Creating a true player-driven narrative allows for considerable play between the starting conditions and the final showdown - making the story a surprise to the developers as well as the players.

Moira Katson, Blogger

July 8, 2015

4 Min Read

When we set out to make City of the Shroud, we found ourselves coming up against all of the issues we expected with funding...and one advantage we hadn’t seen coming. Games, I’m sure you’re aware, are a multibillion dollar industry. The big houses, the ones with teams numbering in the hundreds and thousands, have a great deal of potential income tied up in their projects—income their parent companies have already counted on, in some cases, and income their investors have contributed in others. Like movies, games can and do flop, with a LOT of money lost in the process. And something like this…well, it’s risky. It makes investors wary.

All of this meant that we had a considerable and unexpected advantage. Because, you know, we had no investors to make wary.

Ahem. In any case, we had plenty of freedom to do whatever we wanted with the story. We knew that we wanted to make the story responsive to the players, but how? There were games we loved that had many possible conclusions, such as Way of the Samurai. In Mass Effect, there were many different ways to reach the conclusion. In Dragon Age, both the conclusion and the “after the game” portions could be different depending on how you played.

But that had been done already, and quite well. We wanted to take it farther, stretch the medium to the very limits of what was possible. What if, we asked ourselves, the players themselves had a role in shaping the course of the story? What if, instead of us watching how they reacted to predetermined events, their reactions had a ripple effect on the story? After all, as a figure of some importance in this world, wouldn’t the player’s actions have considerable weight with the NPCs? To take it further, could the players themselves, working as a team, figure out who their true enemies were?

Once we had the idea in our heads, we couldn’t let it go. How could players shape the story when we alone knew who the true villain was, and what they were angling to have happen? We knew we didn’t want a never-ending plot of twists and turns. We wanted limits, an endpoint, a final battle. We broke down what we had for quests. What if, instead of being sent to fetch, or steal, or raid, the players could choose from options of what to fetch, whom to steal from, and where to raid? What if the faction leader with whom they were allied asked for their opinions?

And with that, the players became not only one leader, a hero rising up through Iskendrun’s ranks to protect the city during a desperate time, but the entire populace of Iskendrun itself. The players were now the mob. As each segment of the story drew to a close, we could tally their suspicions, their alliances, and their defections, if necessary unbalancing the city’s carefully-held ceasefire into chaos. Did a certain faction wish to stand alone, or change alliances? Did the city guard wish to raid Omar’s den, and did Omar wish to steal desperately-needed supplies from the priests? Every choice would be counted.

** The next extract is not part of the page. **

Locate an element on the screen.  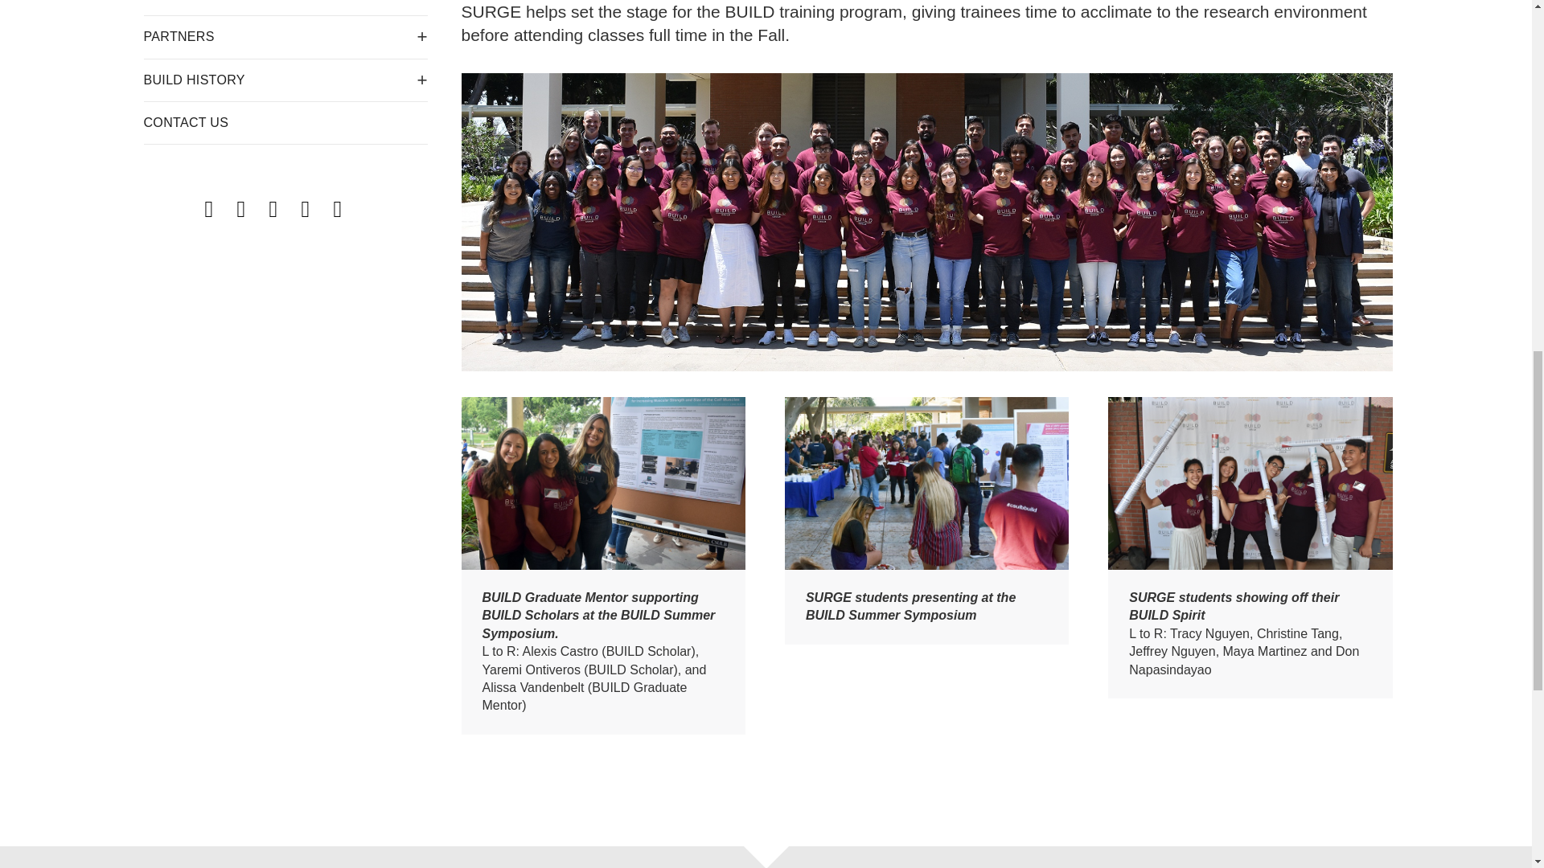
2018-symposium3.jpg is located at coordinates (1249, 482).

And, as in a city itself, news could spread—via the player forums, our players could compare notes, create strategies, and fight back against their puppetmasters (er, kind game developers, that would be). Bits of information leaked by one faction leader could be spread, votes could be tallied to extend offers of friendship from one faction leader to another. Mass defections could ensue. Whatever we threw at them, the players could fight back, every time having the chance to unlock Iskendrun’s secrets.

As we work feverishly towards launch, we are creating Iskendrun...that is, the Iskendrun we will begin with. By the time the story arc concludes, we will have reached the showdown in a way we could never have imagined, with the player base animating the entire city of Iskendrun. The faction dynamics, begun in the history we created between the leaders, will have evolved to spring from players’ deductions on the trustworthiness of their allies, from their willingness to share information and form alliances…or withhold what might fall into the wrong hands.

To be geeky for a moment? We can’t wait to see what happens.